<TEI xmlns="http://www.tei-c.org/ns/1.0" xmlns:py="http://codespeak.net/lxml/objectify/pytype" py:pytype="TREE"><text><body><div type="translation" n="urn:cts:greekLit:tlg0018.tlg002.1st1K-eng1" xml:lang="eng"><div type="textpart" subtype="book" xml:base="urn:cts:greekLit:tlg0018.tlg002.1st1K-eng1" n="2"><div type="textpart" subtype="section" xml:base="urn:cts:greekLit:tlg0018.tlg002.1st1K-eng1:2" n="58"><p>on which account Mishael and his partisans concealed them not in their own garments, but in those of Nadab and Abihu, who had been burnt with fire and taken upwards; for having stripped off all the garments that covered them, they brought their nakedness before God, and left their tunics about Mishael. But clothes belong to the irrational part of the animal, which overshadow the rational part.
Abraham also was naked when he heard,</p></div><div type="textpart" subtype="section" xml:base="urn:cts:greekLit:tlg0018.tlg002.1st1K-eng1:2" n="59"><p><q rend="double">Come forth out of thy land and from thy kindred;</q><note place="inline" resp="Yonge">Gen. xiii. 1. </note> and as for Isaac, he indeed was not stripped, but was at all times naked and incorporeal; for a commandment was given to him not to go down into Egypt,<note place="inline" resp="Yonge"> Gen. xxvi 2. </note> that is to say, into the body. 
 Jacob also was fond of the nakedness of the soul, for his smoothness is nakedness, <q rend="double">for Esau was a hairy man, but <pb n="v.1.p.95"/> Jacob,</q> says Moses, <q rend="double">was a smooth man,</q><note place="inline" resp="Yonge">Gen. xxv. 25. </note> on which account he was also the husband of Leah.
</p></div><div type="textpart" subtype="section" xml:base="urn:cts:greekLit:tlg0018.tlg002.1st1K-eng1:2" n="60"><milestone unit="chapter" n="2.16"/><p>This is the most excellent nakedness, but the other nakedness is of a contrary nature, being a change which involves a deprivation of virtue, when the soul becomes foolish and goes astray. Such was the folly of Noah when he was naked, when he drank wine.<note place="inline" resp="Yonge"> Gen. ix. 21. </note> But thanks be to God, that this change and this stripping naked of the mind according to the deprivation of virtue, did not extend as far as external things, but remained in the house; for Moses says, that <q rend="double">he was stripped naked in his house:</q> for even if a wise man does commit folly, he still does not run to ruin like a bad man; for the evil of the one is spread abroad, but that of the other is kept within bounds, and therefore he becomes sober again, that is to say, he repents, and as it were recovers from his disease.
</p></div><div type="textpart" subtype="section" xml:base="urn:cts:greekLit:tlg0018.tlg002.1st1K-eng1:2" n="61"><p>But let us now more accurately examine the statement, <q rend="double">that the stripping of him naked took place in his house.</q> When the soul, being changed, only conceives some evil thing and does not put it in execution, so as to accomplish it in deed, then the sin is only in the private domain and abode of the soul. But if, in addition to thinking some wickedness it proceeds also to accomplish it and carry it into execution, then the wickedness is diffused over the parts beyond his house:</p></div><div type="textpart" subtype="section" xml:base="urn:cts:greekLit:tlg0018.tlg002.1st1K-eng1:2" n="62"><p>and on this account he curses Canaan also, because he related the change of his soul abroad, that is to say, he extended it into the parts out of doors, and gave it notoriety, adding to his evil intention an evil consummation by means of his actions: but Shem and Japhet are praised, because they did not attack his soul, but rather concealed its deterioration.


● **Problem description**: The entries below are to be copied exactly, with every picture left out.

*** Opening Data supplied ***

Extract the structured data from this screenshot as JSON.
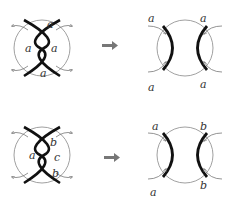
{
  "diagrams": [
    {
      "id": "top-left",
      "description": "crossing strands inside circle",
      "labels": [
        "a",
        "a",
        "a",
        "a"
      ]
    },
    {
      "id": "top-right",
      "description": "resolved strands inside circle",
      "labels": [
        "a",
        "a",
        "a",
        "a"
      ]
    },
    {
      "id": "bottom-left",
      "description": "crossing strands inside circle",
      "labels": [
        "b",
        "a",
        "c",
        "b"
      ]
    },
    {
      "id": "bottom-right",
      "description": "resolved strands inside circle",
      "labels": [
        "a",
        "b",
        "a",
        "b"
      ]
    }
  ],
  "arrows": [
    "right-arrow",
    "right-arrow"
  ],
  "colors": {
    "strand": "#111111",
    "circle": "#888888",
    "arrow": "#777777",
    "label": "#333333"
  }
}
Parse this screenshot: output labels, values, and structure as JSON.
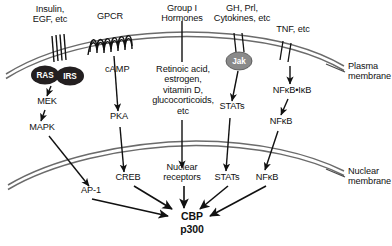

*** Closing Data supplied ***

● **Reply to the exercise**:
Extract the structured data from this screenshot as JSON.
{
  "diagrams": [
    {
      "id": "top-left",
      "description": "crossing strands inside circle",
      "labels": [
        "a",
        "a",
        "a",
        "a"
      ]
    },
    {
      "id": "top-right",
      "description": "resolved strands inside circle",
      "labels": [
        "a",
        "a",
        "a",
        "a"
      ]
    },
    {
      "id": "bottom-left",
      "description": "crossing strands inside circle",
      "labels": [
        "b",
        "a",
        "c",
        "b"
      ]
    },
    {
      "id": "bottom-right",
      "description": "resolved strands inside circle",
      "labels": [
        "a",
        "b",
        "a",
        "b"
      ]
    }
  ],
  "arrows": [
    "right-arrow",
    "right-arrow"
  ],
  "colors": {
    "strand": "#111111",
    "circle": "#888888",
    "arrow": "#777777",
    "label": "#333333"
  }
}
Parse this screenshot: output labels, values, and structure as JSON.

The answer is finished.